Like a holiday? I want it to be holiday time now, but once I am on holiday, I want everything to slow down, yet the opposite is how it feels!
With books I am always impatient to read the ending. I read so fast that I occasionally will re-read a book more slowly to enjoy the writing more, once I know the plot.
I’m in the hurry up and re-read camp.
While I’d never skip ahead on my first read, if a book is truly well written there’s pleasure reading it and knowing the ending.
I think I read “I Know this Much is True” by Wally lamb 5 times before completely got all the major sub-plots and tie-ins.
I can’t put a book down- but dread the end. I won’t read the ending until it’s there. Kinda like a film, I don’t want to know. Sometimes I will think about what might happen when not reading.
I have even re-read and stopped a reading the book before I know things get towards an ending that makes you feel bad.
I’ve a favorite I read over and over when things get rough in real life.
You can get lost in them. Thank goodness.
Read an article yesterday that paper-books are selling on average, more than any other type of format. I was glad to hear it.
That’s how I eat my ice cream.
Sometimes and no. With a very few books I have even re read a page slowly to hold the suspense and savour the language, but no.
What book are you reading?
I’m a hurry up to find out the ending type person.

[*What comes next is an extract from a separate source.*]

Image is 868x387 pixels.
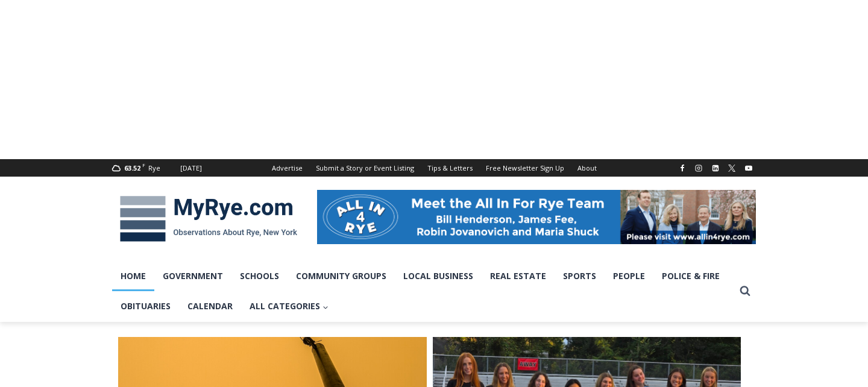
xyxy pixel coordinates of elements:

Eating popcorn is just the opposite. You start out nice and dainty, 2 or 3 popped kernels at at time but by the end you look like a horse in an oat bag.
My mom loves mysteries. She has been known to skip to the end when she thinks she’s figured it out and skim her way to find out if she was right. Then she still goes back and finishes reading the whole thing to see how the whole thing unfolds.
@chyna The Brutal Telling by Louise Penny. Part of a series set in French Canada. Really good setting and characters.
I’m on a local anthology kick.
Any locality in the US. Mostly Depression era. I like reading the real-life stories.
If a Civil War account comes my way, I read it.
Ha! I totally do this. I’ll usually cruise through most of the book in a few hours. Then drag out the last chapter over weeks. I hate finishing a good book.